I cannot help but see through it, and remember what he looked like only moments before. Wild and filthy with violence, flush with monstrosity. The truth of him laid bare.

“You most of all.” He dries his hands off on the towel, eminently civilized. “Someone like me, at least, can lie.”

Curling up in the blankets doesn’t change anything. You can’t hide the sort of thing that I am. You can’t hide the sort of things that I do. Sculpted into meat and bones, the cadence of step and speech, the play of shadow and light around me. The wreckage strewn between the past and present, the writhing promise of the future. The truth, laid bare.

“Unlike you. A perfect monster.”

“It’s not fair. I don’t wanna be bad—”

“You don’t, and it’s not. But there is no fairness for the monster, I’m afraid. No forgiveness. People hate to see the truth, after all. Here. Give me your hands.”

Such as they are. He still holds them gently, reverently. A perfectly normal face, eyes alight with adoration, lips gentle. Someone who knew no better would be horrified at the sight of such a normal, civilized person so lovingly kissing something like me. How can he stand the corruptive touch of an abject, revolting thing?

Doesn’t he know that monstrosity is contagious?

He’s the one who abjected me.

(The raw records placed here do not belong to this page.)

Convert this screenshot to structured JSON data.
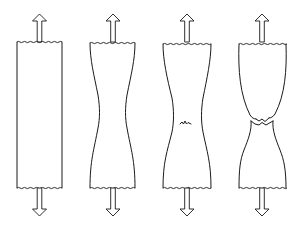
{
  "diagram": {
    "title": "Stages of tensile specimen deformation to fracture",
    "stroke_color": "#1a1a1a",
    "background": "#ffffff",
    "specimens": [
      {
        "id": 1,
        "stage": "uniform elongation",
        "label": "Uniform bar under tension"
      },
      {
        "id": 2,
        "stage": "necking",
        "label": "Neck forms at mid-length"
      },
      {
        "id": 3,
        "stage": "crack initiation",
        "label": "Small crack appears in the neck"
      },
      {
        "id": 4,
        "stage": "fracture",
        "label": "Cup-and-cone fracture"
      }
    ],
    "load_arrows": "Tensile load applied at both ends (up and down arrows)"
  }
}
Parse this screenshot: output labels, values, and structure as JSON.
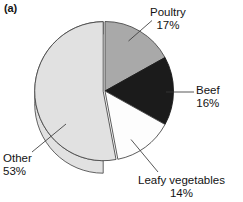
{
  "panel": {
    "label": "(a)"
  },
  "chart_data": {
    "type": "pie",
    "title": "",
    "subtitle": "",
    "xlabel": "",
    "ylabel": "",
    "legend_position": "none",
    "grid": false,
    "style": "3d-pie",
    "start_angle_deg": 0,
    "direction": "clockwise",
    "value_unit": "percent",
    "categories": [
      "Poultry",
      "Beef",
      "Leafy vegetables",
      "Other"
    ],
    "values": [
      17,
      16,
      14,
      53
    ],
    "labels": [
      "Poultry\n17%",
      "Beef\n16%",
      "Leafy vegetables\n14%",
      "Other\n53%"
    ],
    "colors": [
      "#a9a9a9",
      "#1b1b1b",
      "#fdfdfd",
      "#e1e1e1"
    ],
    "slices": [
      {
        "name": "Poultry",
        "label": "Poultry",
        "value": 17,
        "percent_text": "17%",
        "color": "#a9a9a9",
        "start_angle_deg": 0.0,
        "end_angle_deg": 61.2,
        "exploded": false,
        "leader_line": true
      },
      {
        "name": "Beef",
        "label": "Beef",
        "value": 16,
        "percent_text": "16%",
        "color": "#1b1b1b",
        "start_angle_deg": 61.2,
        "end_angle_deg": 118.8,
        "exploded": false,
        "leader_line": true
      },
      {
        "name": "Leafy vegetables",
        "label": "Leafy vegetables",
        "value": 14,
        "percent_text": "14%",
        "color": "#fdfdfd",
        "start_angle_deg": 118.8,
        "end_angle_deg": 169.2,
        "exploded": false,
        "leader_line": true
      },
      {
        "name": "Other",
        "label": "Other",
        "value": 53,
        "percent_text": "53%",
        "color": "#e1e1e1",
        "start_angle_deg": 169.2,
        "end_angle_deg": 360.0,
        "exploded": true,
        "leader_line": true
      }
    ]
  },
  "annotations": {
    "poultry": {
      "name": "Poultry",
      "percent": "17%"
    },
    "beef": {
      "name": "Beef",
      "percent": "16%"
    },
    "leafy": {
      "name": "Leafy vegetables",
      "percent": "14%"
    },
    "other": {
      "name": "Other",
      "percent": "53%"
    }
  },
  "colors": {
    "poultry": "#a9a9a9",
    "beef": "#1b1b1b",
    "leafy": "#fdfdfd",
    "other": "#e1e1e1",
    "outline": "#3c3c3c",
    "background": "#ffffff",
    "text": "#131313"
  }
}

But like he said. He’s a consummate liar, and I am unfailingly honest. It’s him they should be afraid of, that should disgust them.
As it is, it all falls onto me. I can’t even truly resent them for it.

Here’s the thing. Man, he told me once, is a story-telling creature. We weave narratives around ourselves like caterpillars weave cocoons, weaving them into the meat of our souls. To destroy the story… that’s tantamount to destroying the person. Lashing out, hatred… the natural responses of a sapient creature under existential threat. Monster is the only word strong enough for something that so threatens them.

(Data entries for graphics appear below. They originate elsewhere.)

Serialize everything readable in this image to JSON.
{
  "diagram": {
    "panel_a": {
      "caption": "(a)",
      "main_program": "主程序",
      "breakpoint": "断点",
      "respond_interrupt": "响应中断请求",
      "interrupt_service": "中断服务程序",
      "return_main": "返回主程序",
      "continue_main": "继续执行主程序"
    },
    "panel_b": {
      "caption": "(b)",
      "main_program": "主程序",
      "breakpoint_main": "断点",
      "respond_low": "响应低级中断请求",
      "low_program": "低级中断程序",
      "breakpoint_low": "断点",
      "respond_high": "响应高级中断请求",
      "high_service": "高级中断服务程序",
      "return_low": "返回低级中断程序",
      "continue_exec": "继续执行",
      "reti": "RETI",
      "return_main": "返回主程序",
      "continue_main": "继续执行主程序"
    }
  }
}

Better the comforting story preserved, and the monster splattered underfoot, than the truth laid bare.

“We are unforgivable,” he says.

“You, most of all,” I tell him. He smiles, sharp as a blade, unable to hide himself, the real him peeking out of the fake story he has woven to walk among the rest unbothered. “You did this to me.”

“My truth,” he says, worshipful, adoring. “Laid bare.”


I posted a slightly edited version on Twitter on my personal account already but you know what? Here it is, in its original, unredacted glory. I do not know what the two characters are or what’s going on beyond what’s presented! Are they vampires? A mad mage and a reanimated corpse? An extended metaphor for trauma and how society responds to it? All three, somehow? Could Be Anything!